Excuse me, I meant the sum of the squares

I believe it is the sum of the squares.  For example SUMSQ(2,3,4) = 29
(2*2) + (3*3) + (4*4) = 4 + 9 + 16 = 29

It may be a simple as breaking up Excel's fancy SUMSQ into a formula.
sqrt( ((b1-b2)*(b1-b2)) + ((c1-c2)*(c1-c2)) + ((d1-d2)*(d1-d2)) ) = e


On Tue, Jul 20, 2010 at 8:54 AM, Paul Wilson <[email protected]> wrote:

> I believe it is the sum of the square roots.  For example SUMSQ(2,3,4) = 29
> (2*2) + (3*3) + (4*4) = 4 + 9 + 16 = 29
>
> It may be a simple as breaking up Excel's fancy SUMSQ into a formula.
> sqrt( ((b1-b2)*(b1-b2)) + ((c1-c2)*(c1-c2)) + ((d1-d2)*(d1-d2)) ) = e
>
>
>
> On Tue, Jul 20, 2010 at 8:31 AM, WebDude <[email protected]> wrote:
>
>>  I was given an excel file that needs to be converted to a web page. I am
>> not a Math guru and was wondering if someone could help me out.
>>
>> The form has some fields with a formula that looks like this (cell e is
>> the result)...
>>
>> =SQRT(SUMSQ(b1-b2,c1-c2,d1-d2))   ---  This is the formula for cell e
>>
>>                          b        c         d         e
>>    Reference:       0.00  Sample Measurement:
>>
>> All 6 yellow cells will be inputs. What I don't get is how to sum a square
>> root. Any help would be appreciated.
>>
>> Thanks!
>>
>> p.s. I hope the format of this email doesn't fall apart.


### Task instructions
Below are records with pictures in them; print them exactly, omitting the pictures.

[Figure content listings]
--*--

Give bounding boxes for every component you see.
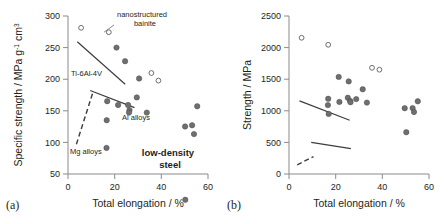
data-point-filled (136, 76, 141, 81)
trendline-al-alloys-b (311, 142, 351, 148)
y-tick-label: 300 (45, 11, 60, 21)
data-point-filled (402, 106, 407, 111)
trendlines-b (297, 101, 351, 165)
data-point-filled (104, 118, 109, 123)
data-point-open (299, 35, 304, 40)
y-tick-label: 500 (266, 138, 281, 148)
series-low-density-steel-a (104, 45, 200, 203)
data-point-filled (122, 59, 127, 64)
trendline-mg-alloys-b (297, 157, 313, 165)
data-point-filled (325, 102, 330, 107)
y-tick-label: 2500 (261, 11, 281, 21)
y-axis-title-a: Specific strength / MPa g-1 cm3 (12, 23, 24, 166)
x-tick-label: 0 (65, 182, 70, 192)
y-axis-title-b: Strength / MPa (241, 60, 253, 130)
series-nanostructured-bainite-b (299, 35, 382, 72)
data-point-filled (346, 79, 351, 84)
x-tick-label: 40 (156, 182, 166, 192)
data-point-filled (326, 111, 331, 116)
panel-a: 50 100 150 200 250 300 0 20 40 60 Total … (0, 0, 221, 223)
data-point-filled (125, 102, 130, 107)
y-tick-label: 50 (50, 169, 60, 179)
figure-container: 50 100 150 200 250 300 0 20 40 60 Total … (0, 0, 442, 223)
x-tick-label: 20 (110, 182, 120, 192)
data-point-filled (115, 102, 120, 107)
data-point-open (377, 67, 382, 72)
data-point-open (326, 42, 331, 47)
y-axis-title-sup2-a: 3 (13, 23, 20, 27)
trendline-mg-alloys-a (76, 94, 92, 145)
y-tick-label: 150 (45, 106, 60, 116)
data-point-filled (337, 99, 342, 104)
data-point-filled (183, 197, 188, 202)
panel-a-plot: 50 100 150 200 250 300 0 20 40 60 Total … (0, 0, 221, 223)
trendline-ti-6al-4v-b (300, 101, 350, 120)
annotation-al-alloys: Al alloys (122, 113, 150, 122)
series-low-density-steel-b (325, 74, 420, 135)
y-tick-label: 200 (45, 74, 60, 84)
y-ticks-b (284, 16, 289, 174)
data-point-filled (360, 87, 365, 92)
data-point-filled (354, 96, 359, 101)
panel-label-a: (a) (6, 198, 19, 212)
x-tick-label: 60 (203, 182, 213, 192)
annotation-low-density-steel-line1: low-density (142, 147, 195, 158)
data-point-filled (191, 131, 196, 136)
x-tick-label: 40 (377, 182, 387, 192)
data-point-open (79, 25, 84, 30)
y-tick-label: 1500 (261, 74, 281, 84)
x-axis-title-b: Total elongation / % (313, 197, 405, 209)
data-point-filled (348, 100, 353, 105)
data-point-open (106, 30, 111, 35)
data-point-filled (104, 145, 109, 150)
y-axis-title-text-b: Strength / MPa (241, 60, 253, 130)
annotation-low-density-steel-line2: steel (159, 159, 181, 170)
y-axis-title-main-a: Specific strength / MPa g (12, 50, 24, 167)
data-point-filled (326, 96, 331, 101)
x-tick-label: 60 (424, 182, 434, 192)
annotation-ti-6al-4v: Ti-6Al-4V (71, 69, 102, 78)
svg-text:Specific strength / MPa g-1 cm: Specific strength / MPa g-1 cm3 (12, 23, 24, 166)
x-ticks-b (289, 174, 429, 179)
data-point-filled (415, 99, 420, 104)
panel-b: 0 500 1000 1500 2000 2500 0 20 40 60 Tot… (221, 0, 442, 223)
panel-label-b: (b) (227, 198, 241, 212)
x-tick-label: 20 (331, 182, 341, 192)
y-axis-title-tail-a: cm (12, 27, 24, 44)
panel-b-plot: 0 500 1000 1500 2000 2500 0 20 40 60 Tot… (221, 0, 442, 223)
data-point-filled (195, 104, 200, 109)
annotation-mg-alloys: Mg alloys (70, 147, 102, 156)
data-point-filled (134, 95, 139, 100)
x-axis-title-a: Total elongation / % (92, 197, 184, 209)
data-point-filled (411, 109, 416, 114)
data-point-filled (364, 100, 369, 105)
data-point-filled (182, 124, 187, 129)
y-tick-label: 2000 (261, 43, 281, 53)
y-tick-label: 250 (45, 43, 60, 53)
trendlines-a (76, 42, 134, 144)
annotation-nanostructured-bainite-line2: bainite (134, 19, 156, 28)
data-point-filled (189, 123, 194, 128)
y-ticks-a (63, 16, 68, 174)
data-point-open (156, 78, 161, 83)
data-point-filled (105, 99, 110, 104)
data-point-open (370, 65, 375, 70)
data-point-open (149, 71, 154, 76)
y-tick-label: 100 (45, 138, 60, 148)
y-tick-label: 1000 (261, 106, 281, 116)
y-tick-label: 0 (276, 169, 281, 179)
data-point-filled (404, 130, 409, 135)
data-point-filled (336, 74, 341, 79)
x-tick-label: 0 (286, 182, 291, 192)
data-point-filled (114, 45, 119, 50)
x-ticks-a (68, 174, 208, 179)
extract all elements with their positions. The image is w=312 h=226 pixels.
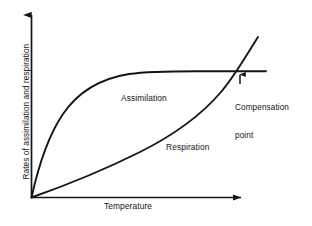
compensation-point-label-line1: Compensation [235,103,309,112]
respiration-curve [32,37,259,198]
compensation-point-label-line2: point [235,131,309,140]
compensation-point-label: Compensation point [235,85,309,159]
x-axis-label: Temperature [88,202,168,211]
assimilation-curve-label: Assimilation [121,94,167,103]
assimilation-curve [32,71,267,197]
figure-root: Rates of assimilation and respiration Te… [0,0,312,226]
respiration-curve-label: Respiration [166,143,209,152]
y-axis-label: Rates of assimilation and respiration [22,22,31,202]
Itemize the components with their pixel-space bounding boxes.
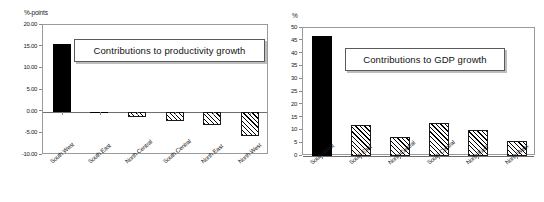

--*--

### Task result
Give bounding boxes for every component you see.
data-point-filled (136, 76, 141, 81)
trendline-al-alloys-b (311, 142, 351, 148)
y-tick-label: 300 (45, 11, 60, 21)
data-point-filled (402, 106, 407, 111)
trendlines-b (297, 101, 351, 165)
data-point-filled (104, 118, 109, 123)
data-point-open (299, 35, 304, 40)
y-tick-label: 500 (266, 138, 281, 148)
series-low-density-steel-a (104, 45, 200, 203)
data-point-filled (122, 59, 127, 64)
trendline-mg-alloys-b (297, 157, 313, 165)
data-point-filled (325, 102, 330, 107)
y-tick-label: 2500 (261, 11, 281, 21)
y-axis-title-a: Specific strength / MPa g-1 cm3 (12, 23, 24, 166)
x-tick-label: 0 (65, 182, 70, 192)
y-axis-title-b: Strength / MPa (241, 60, 253, 130)
series-nanostructured-bainite-b (299, 35, 382, 72)
data-point-filled (346, 79, 351, 84)
x-tick-label: 40 (156, 182, 166, 192)
data-point-filled (326, 111, 331, 116)
panel-a: 50 100 150 200 250 300 0 20 40 60 Total … (0, 0, 221, 223)
data-point-filled (125, 102, 130, 107)
y-tick-label: 50 (50, 169, 60, 179)
figure-container: 50 100 150 200 250 300 0 20 40 60 Total … (0, 0, 442, 223)
x-tick-label: 20 (110, 182, 120, 192)
data-point-filled (115, 102, 120, 107)
data-point-open (377, 67, 382, 72)
data-point-open (326, 42, 331, 47)
y-axis-title-sup2-a: 3 (13, 23, 20, 27)
trendline-mg-alloys-a (76, 94, 92, 145)
y-tick-label: 150 (45, 106, 60, 116)
data-point-filled (337, 99, 342, 104)
data-point-filled (183, 197, 188, 202)
panel-a-plot: 50 100 150 200 250 300 0 20 40 60 Total … (0, 0, 221, 223)
trendline-ti-6al-4v-b (300, 101, 350, 120)
annotation-al-alloys: Al alloys (122, 113, 150, 122)
series-low-density-steel-b (325, 74, 420, 135)
y-tick-label: 200 (45, 74, 60, 84)
y-ticks-b (284, 16, 289, 174)
data-point-filled (360, 87, 365, 92)
data-point-filled (354, 96, 359, 101)
panel-label-a: (a) (6, 198, 19, 212)
x-tick-label: 60 (203, 182, 213, 192)
annotation-low-density-steel-line1: low-density (142, 147, 195, 158)
data-point-filled (191, 131, 196, 136)
x-tick-label: 40 (377, 182, 387, 192)
data-point-open (79, 25, 84, 30)
y-tick-label: 1500 (261, 74, 281, 84)
x-axis-title-b: Total elongation / % (313, 197, 405, 209)
data-point-filled (348, 100, 353, 105)
data-point-open (106, 30, 111, 35)
data-point-filled (104, 145, 109, 150)
y-axis-title-text-b: Strength / MPa (241, 60, 253, 130)
annotation-low-density-steel-line2: steel (159, 159, 181, 170)
y-axis-title-main-a: Specific strength / MPa g (12, 50, 24, 167)
data-point-filled (326, 96, 331, 101)
x-tick-label: 60 (424, 182, 434, 192)
annotation-ti-6al-4v: Ti-6Al-4V (71, 69, 102, 78)
svg-text:Specific strength / MPa g-1 cm: Specific strength / MPa g-1 cm3 (12, 23, 24, 166)
x-ticks-b (289, 174, 429, 179)
data-point-filled (415, 99, 420, 104)
panel-b: 0 500 1000 1500 2000 2500 0 20 40 60 Tot… (221, 0, 442, 223)
panel-label-b: (b) (227, 198, 241, 212)
x-tick-label: 20 (331, 182, 341, 192)
y-axis-title-tail-a: cm (12, 27, 24, 44)
panel-b-plot: 0 500 1000 1500 2000 2500 0 20 40 60 Tot… (221, 0, 442, 223)
data-point-filled (195, 104, 200, 109)
annotation-mg-alloys: Mg alloys (70, 147, 102, 156)
data-point-filled (134, 95, 139, 100)
x-axis-title-a: Total elongation / % (92, 197, 184, 209)
data-point-filled (411, 109, 416, 114)
data-point-filled (364, 100, 369, 105)
data-point-filled (182, 124, 187, 129)
y-tick-label: 2000 (261, 43, 281, 53)
y-tick-label: 250 (45, 43, 60, 53)
trendlines-a (76, 42, 134, 144)
annotation-nanostructured-bainite-line2: bainite (134, 19, 156, 28)
data-point-filled (189, 123, 194, 128)
y-ticks-a (63, 16, 68, 174)
data-point-open (156, 78, 161, 83)
data-point-filled (105, 99, 110, 104)
data-point-open (370, 65, 375, 70)
data-point-open (149, 71, 154, 76)
y-tick-label: 100 (45, 138, 60, 148)
y-tick-label: 1000 (261, 106, 281, 116)
y-tick-label: 0 (276, 169, 281, 179)
data-point-filled (404, 130, 409, 135)
data-point-filled (336, 74, 341, 79)
x-tick-label: 0 (286, 182, 291, 192)
data-point-filled (114, 45, 119, 50)
x-ticks-a (68, 174, 208, 179)
extract all elements with their positions. The image is w=312 h=226 pixels.
compensation-point-label-line1: Compensation [235,103,309,112]
respiration-curve [32,37,259,198]
compensation-point-label-line2: point [235,131,309,140]
compensation-point-label: Compensation point [235,85,309,159]
x-axis-label: Temperature [88,202,168,211]
assimilation-curve-label: Assimilation [121,94,167,103]
assimilation-curve [32,71,267,197]
figure-root: Rates of assimilation and respiration Te… [0,0,312,226]
respiration-curve-label: Respiration [166,143,209,152]
y-axis-label: Rates of assimilation and respiration [22,22,31,202]
Itemize the components with their pixel-space bounding boxes.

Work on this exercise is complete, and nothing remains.